- The House FY 2026 THUD bill sets aside $200 million to expand free public truck parking near major freight corridors, excluding spending on fueling or EV charging.
- It funds FMCSA at $927 million, about $21 million above FY 2025, to sustain safety, compliance, and enforcement programs.
- The bill limits new carrier mandates by blocking speed limiter requirements, preserving certain ELD exemptions, and restricting driver-facing cameras in apprenticeship programs.
- These trucking-focused adds come amid overall THUD discretionary cuts and reallocations away from other IIJA-era priorities.
Read More
The FY 2026 THUD appropriations bill represents a strategic alignment of Republican congressional priorities with core trucking industry concerns. Foremost among these is safety—not just in the traditional sense of FMCSA enforcement, but including the operational safety risks posed by lack of truck parking. Allocating $200 million for dedicated truck parking addresses a chronic safety issue: non-compliance with rest requirements, fatigue, and unsafe roadside parking. The targeting of these funds (to locations within reasonable access to key national routes) reinforces this priority.
The $927 million allocation for FMCSA is modestly higher than FY 2025, signalling a commitment to continuing core safety and regulatory functions even as overall discretionary spending is reduced. However, associated reductions in non-bedrock staff and ongoing debates over regulation suggest that these funds might be deployed to maintain and refine existing programs rather than expand them.
Regulatory protections built into the language of the bill—such as bans on speed limiter mandates, protections for ELD exemptions, and constraints on camera usage—form a coherent package aimed at limiting regulatory burdens on carriers. These measures implicitly prioritize industry flexibility and reflect longstanding lobbying priorities, but carry potential trade-offs with safety, environmental performance, and uniformity of regulation across states.
The bill must be viewed against a backdrop of budget contraction: discretionary spending is being cut by roughly 4.7% below FY 2025 levels for the THUD programs, and over $4 billion has been redirected from programs initiated under the Bipartisan Infrastructure Law toward safety, highways, and aviation priorities. Thus, increases in some areas (like FMCSA) or new line items (truck parking) are achieved through broader trade-offs elsewhere. This may limit room for future expansions of initiatives outside of FHWA/FMC safety, such as climate, equity, or labor programs.
Strategic implications for investors, carriers, and states include:
- Infrastructure and real-estate opportunities: $200 million may trigger demand for truck parking development along major freight corridors; public–private partnerships could play a role.
- Fleet and carrier operations: minimal regulatory growth suggests stable compliance costs in short-term; providers of safety, compliance, and infrastructure technology still have avenues for incremental growth.
- State and local policy pressure: states may face increased expectation to accommodate truck parking and thrift-oriented regulatory regimes.
- Risk of deferred regulatory modernization: limitations on speed limiters, ELDs, and camera usage could slow progress on safety and emissions standards, potentially raising long-term costs or litigation risk.
Open questions remain about how the $200 million will be deployed: which states or localities will benefit, how project selection will occur, and how this fits into broader freight infrastructure strategy. Similarly, it’s uncertain whether the overall increases for FMCSA will be sufficient given growing challenges (automation, drug/alcohol impairment, EV transition), especially given proposed reductions in staffing.
Supporting Notes
- $200 million in the House THUD appropriations draft is reserved for public truck parking in areas with reasonable access to the Interstate Highway System, National Highway System, or National Highway Freight Network. Projects funded cannot charge drivers, nor can funds be used for charging or fueling infrastructure.
- FMCSA gets $927 million under the bill, about $21 million more than its FY 2025 enacted level.
- The bill bans new mandates for speed-limiting devices on heavy trucks, maintains exemptions for ELDs when transporting livestock or insects, and restricts inward-facing cameras in driver apprenticeship programs.
- The bill’s discretionary funding total for THUD is $89.91 billion, which is 4.7% below FY 2025, reflecting cuts alongside targeted increases.
- 98% of truck drivers regularly experience problems finding safe parking, and those shortages cost drivers about 56 minutes of driving time per day and ~$6,813 annually in lost wages. These estimates inform ATA’s support for the parking funding. [0search0][0search2]
- Redirections of funding from in IIJA programs amount to over $4 billion, indicating prioritization of safety, highways, and aviation over broader climate or housing equity initiatives.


◆ **WHAT YOU SHOULD DO**:
Determine which lines of the records include the word "Observed", and copy them.

☆ ☆ ☆ ☆ ☆ ☆ ☆

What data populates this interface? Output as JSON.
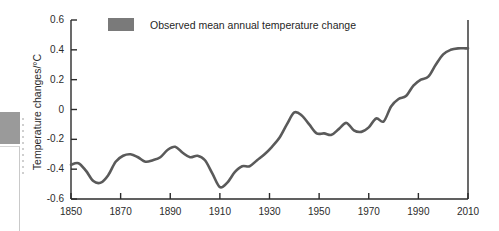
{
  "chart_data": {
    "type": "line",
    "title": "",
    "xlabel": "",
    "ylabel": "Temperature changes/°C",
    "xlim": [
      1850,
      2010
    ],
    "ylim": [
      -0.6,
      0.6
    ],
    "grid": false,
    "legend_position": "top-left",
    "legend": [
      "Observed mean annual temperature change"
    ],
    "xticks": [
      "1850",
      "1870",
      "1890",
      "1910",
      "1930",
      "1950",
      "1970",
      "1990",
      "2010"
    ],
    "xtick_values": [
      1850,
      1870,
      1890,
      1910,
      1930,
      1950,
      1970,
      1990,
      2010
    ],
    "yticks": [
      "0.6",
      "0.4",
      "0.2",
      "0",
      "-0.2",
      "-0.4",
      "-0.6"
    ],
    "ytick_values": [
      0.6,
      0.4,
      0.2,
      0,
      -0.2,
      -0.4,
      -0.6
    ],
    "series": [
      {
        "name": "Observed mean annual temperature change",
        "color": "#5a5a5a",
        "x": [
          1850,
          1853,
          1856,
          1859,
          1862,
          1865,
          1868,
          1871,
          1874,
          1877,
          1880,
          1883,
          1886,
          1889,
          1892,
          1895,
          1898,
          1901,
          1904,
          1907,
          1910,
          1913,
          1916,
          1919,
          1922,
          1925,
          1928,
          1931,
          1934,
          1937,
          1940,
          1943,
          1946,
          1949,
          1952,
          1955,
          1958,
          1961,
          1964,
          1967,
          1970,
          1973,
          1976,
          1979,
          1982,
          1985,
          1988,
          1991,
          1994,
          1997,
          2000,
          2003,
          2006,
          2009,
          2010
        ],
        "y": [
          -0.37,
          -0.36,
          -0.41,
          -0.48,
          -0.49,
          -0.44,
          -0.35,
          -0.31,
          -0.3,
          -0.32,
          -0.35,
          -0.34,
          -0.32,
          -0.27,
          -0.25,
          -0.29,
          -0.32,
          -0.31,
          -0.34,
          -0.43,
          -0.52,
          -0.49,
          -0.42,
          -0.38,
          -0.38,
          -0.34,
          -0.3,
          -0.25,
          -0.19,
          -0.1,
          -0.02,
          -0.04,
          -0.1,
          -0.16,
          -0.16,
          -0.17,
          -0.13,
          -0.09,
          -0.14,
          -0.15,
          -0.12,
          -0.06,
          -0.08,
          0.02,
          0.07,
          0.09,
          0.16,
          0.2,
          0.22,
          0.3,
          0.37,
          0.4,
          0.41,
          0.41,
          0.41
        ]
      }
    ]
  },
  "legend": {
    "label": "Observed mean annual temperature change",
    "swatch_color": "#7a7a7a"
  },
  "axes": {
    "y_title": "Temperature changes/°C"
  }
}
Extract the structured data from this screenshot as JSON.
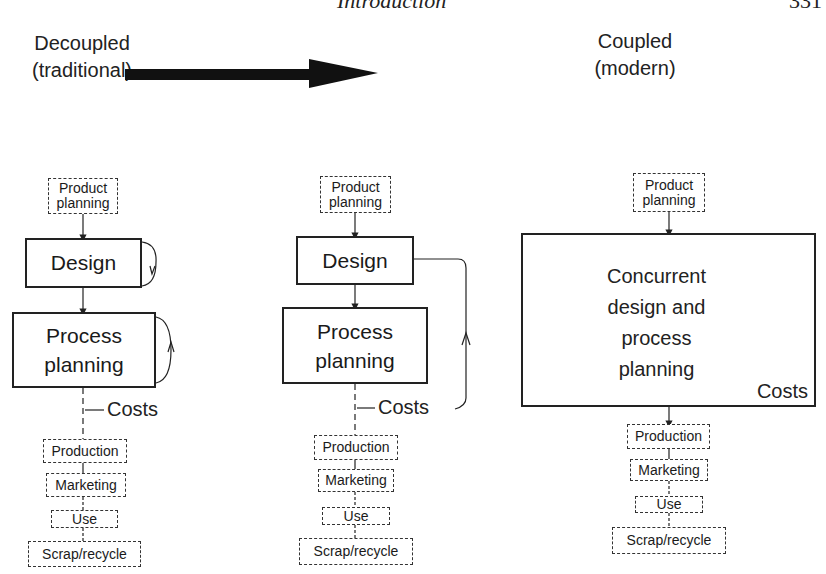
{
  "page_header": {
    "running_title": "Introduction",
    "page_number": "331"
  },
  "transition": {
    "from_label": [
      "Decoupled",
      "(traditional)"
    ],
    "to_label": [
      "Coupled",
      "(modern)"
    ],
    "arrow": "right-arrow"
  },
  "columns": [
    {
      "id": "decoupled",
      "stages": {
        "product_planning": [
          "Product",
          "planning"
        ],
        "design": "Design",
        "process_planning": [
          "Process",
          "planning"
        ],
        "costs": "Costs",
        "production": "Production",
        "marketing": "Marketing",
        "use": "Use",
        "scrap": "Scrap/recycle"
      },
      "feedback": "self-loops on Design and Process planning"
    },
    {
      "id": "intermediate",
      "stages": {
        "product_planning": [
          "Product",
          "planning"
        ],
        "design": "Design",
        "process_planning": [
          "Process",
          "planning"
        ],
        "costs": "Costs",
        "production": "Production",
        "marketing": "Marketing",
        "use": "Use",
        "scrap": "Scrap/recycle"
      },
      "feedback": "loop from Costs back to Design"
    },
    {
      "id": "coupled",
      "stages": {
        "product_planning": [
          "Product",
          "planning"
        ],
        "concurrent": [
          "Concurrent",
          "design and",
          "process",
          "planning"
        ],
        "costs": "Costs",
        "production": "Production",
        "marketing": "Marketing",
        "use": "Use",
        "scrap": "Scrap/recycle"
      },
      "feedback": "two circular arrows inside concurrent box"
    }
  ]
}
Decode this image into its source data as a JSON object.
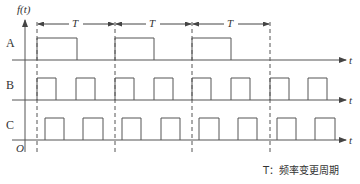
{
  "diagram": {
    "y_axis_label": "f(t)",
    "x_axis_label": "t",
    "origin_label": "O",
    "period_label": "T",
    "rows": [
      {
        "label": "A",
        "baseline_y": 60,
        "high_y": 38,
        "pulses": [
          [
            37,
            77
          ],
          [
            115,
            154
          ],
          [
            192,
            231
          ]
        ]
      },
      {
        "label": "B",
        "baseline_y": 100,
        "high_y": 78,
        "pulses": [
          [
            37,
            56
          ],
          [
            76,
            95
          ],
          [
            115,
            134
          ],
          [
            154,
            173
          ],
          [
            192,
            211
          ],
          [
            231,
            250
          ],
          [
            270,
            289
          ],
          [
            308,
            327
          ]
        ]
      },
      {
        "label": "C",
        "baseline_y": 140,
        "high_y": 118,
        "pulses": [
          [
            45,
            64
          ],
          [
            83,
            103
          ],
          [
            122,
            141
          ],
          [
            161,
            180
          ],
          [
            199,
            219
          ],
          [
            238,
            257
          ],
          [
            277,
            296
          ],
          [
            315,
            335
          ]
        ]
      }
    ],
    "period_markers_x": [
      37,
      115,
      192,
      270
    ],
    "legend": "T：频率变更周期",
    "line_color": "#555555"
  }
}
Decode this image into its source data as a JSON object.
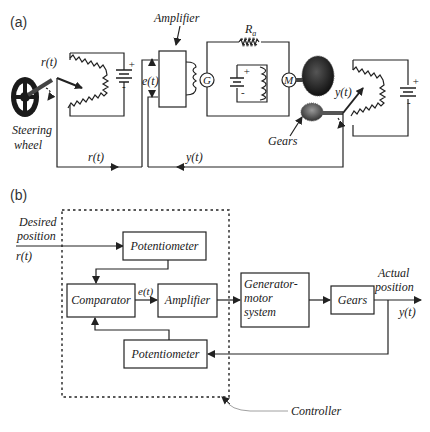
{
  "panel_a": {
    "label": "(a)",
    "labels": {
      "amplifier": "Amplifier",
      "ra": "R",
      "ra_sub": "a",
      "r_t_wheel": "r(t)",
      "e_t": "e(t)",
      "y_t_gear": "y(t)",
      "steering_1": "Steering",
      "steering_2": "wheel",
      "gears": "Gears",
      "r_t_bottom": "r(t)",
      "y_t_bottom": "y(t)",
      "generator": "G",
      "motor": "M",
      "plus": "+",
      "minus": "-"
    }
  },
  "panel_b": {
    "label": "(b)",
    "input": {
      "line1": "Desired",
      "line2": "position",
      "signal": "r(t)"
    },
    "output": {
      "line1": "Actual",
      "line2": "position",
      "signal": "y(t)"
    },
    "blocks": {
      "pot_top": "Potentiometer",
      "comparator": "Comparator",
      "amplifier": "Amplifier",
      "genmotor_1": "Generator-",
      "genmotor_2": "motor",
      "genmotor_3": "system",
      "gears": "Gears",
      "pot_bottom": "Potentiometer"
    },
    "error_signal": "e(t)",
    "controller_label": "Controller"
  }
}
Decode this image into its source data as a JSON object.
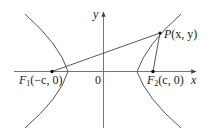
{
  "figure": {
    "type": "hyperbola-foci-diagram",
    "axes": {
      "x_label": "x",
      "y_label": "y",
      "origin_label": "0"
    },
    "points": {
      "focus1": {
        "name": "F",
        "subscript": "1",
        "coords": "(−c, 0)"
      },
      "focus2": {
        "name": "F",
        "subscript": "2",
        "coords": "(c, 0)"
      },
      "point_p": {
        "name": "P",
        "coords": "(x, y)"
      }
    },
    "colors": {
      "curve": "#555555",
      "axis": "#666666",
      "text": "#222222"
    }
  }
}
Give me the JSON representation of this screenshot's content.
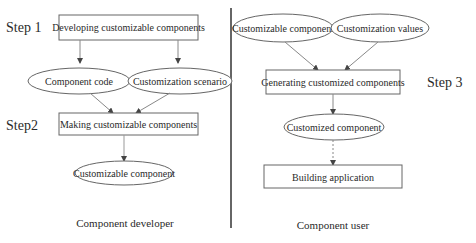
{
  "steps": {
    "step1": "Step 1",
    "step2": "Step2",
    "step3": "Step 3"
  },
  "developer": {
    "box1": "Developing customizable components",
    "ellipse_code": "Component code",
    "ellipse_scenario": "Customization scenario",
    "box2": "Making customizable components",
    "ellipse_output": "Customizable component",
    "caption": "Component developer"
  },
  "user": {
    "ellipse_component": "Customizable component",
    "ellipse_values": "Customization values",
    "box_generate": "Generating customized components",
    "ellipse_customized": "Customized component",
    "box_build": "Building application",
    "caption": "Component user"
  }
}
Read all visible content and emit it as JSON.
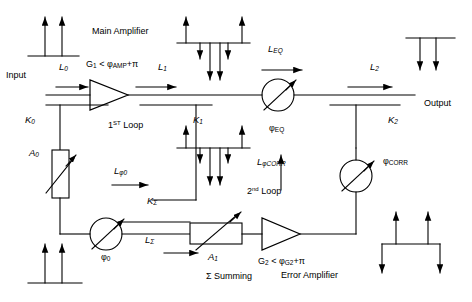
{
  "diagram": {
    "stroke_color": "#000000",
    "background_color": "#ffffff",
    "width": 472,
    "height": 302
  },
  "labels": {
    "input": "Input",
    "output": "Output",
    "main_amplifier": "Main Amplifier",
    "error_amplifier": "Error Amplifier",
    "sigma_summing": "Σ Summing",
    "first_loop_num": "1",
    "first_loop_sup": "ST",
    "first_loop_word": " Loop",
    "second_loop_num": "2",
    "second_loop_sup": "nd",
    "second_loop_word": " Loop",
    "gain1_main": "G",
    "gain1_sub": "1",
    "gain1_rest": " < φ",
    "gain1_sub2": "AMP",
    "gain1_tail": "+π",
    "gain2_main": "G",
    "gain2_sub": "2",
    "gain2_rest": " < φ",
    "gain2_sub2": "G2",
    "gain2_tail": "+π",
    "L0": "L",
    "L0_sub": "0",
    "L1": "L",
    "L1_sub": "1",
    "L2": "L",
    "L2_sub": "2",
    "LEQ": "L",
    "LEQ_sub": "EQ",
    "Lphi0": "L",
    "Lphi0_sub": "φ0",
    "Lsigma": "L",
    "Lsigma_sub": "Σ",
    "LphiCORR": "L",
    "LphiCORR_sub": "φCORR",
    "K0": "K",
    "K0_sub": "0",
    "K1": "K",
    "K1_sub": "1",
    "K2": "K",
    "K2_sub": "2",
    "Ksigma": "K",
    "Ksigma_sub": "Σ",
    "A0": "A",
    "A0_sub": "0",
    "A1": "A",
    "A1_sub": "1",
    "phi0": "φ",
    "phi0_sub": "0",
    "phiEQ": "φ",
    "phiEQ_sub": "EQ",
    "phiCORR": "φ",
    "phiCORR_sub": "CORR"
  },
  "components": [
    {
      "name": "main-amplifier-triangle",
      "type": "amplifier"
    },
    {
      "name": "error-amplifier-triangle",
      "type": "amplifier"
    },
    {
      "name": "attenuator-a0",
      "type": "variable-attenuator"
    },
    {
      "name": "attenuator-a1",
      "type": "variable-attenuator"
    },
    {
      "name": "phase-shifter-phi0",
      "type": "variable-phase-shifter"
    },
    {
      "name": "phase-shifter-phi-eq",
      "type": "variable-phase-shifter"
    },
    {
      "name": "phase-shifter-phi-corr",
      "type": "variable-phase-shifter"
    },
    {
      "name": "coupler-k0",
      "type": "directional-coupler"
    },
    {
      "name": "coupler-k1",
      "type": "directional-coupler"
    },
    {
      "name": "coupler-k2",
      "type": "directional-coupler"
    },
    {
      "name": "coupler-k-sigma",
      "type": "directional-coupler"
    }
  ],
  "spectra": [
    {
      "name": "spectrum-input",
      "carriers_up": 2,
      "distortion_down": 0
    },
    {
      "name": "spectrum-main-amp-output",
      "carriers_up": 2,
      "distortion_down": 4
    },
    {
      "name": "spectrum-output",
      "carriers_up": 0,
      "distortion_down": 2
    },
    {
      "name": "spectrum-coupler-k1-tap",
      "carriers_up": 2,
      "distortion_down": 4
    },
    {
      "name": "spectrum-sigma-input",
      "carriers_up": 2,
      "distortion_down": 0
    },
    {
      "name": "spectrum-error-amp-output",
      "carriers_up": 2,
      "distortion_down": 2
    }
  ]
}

☆ ☆ ☆ ☆ ☆ ☆ ☆

◆ **YOUR RESPONSE**:
      "Observed mean annual temperature change"
        "name": "Observed mean annual temperature change",
    "label": "Observed mean annual temperature change",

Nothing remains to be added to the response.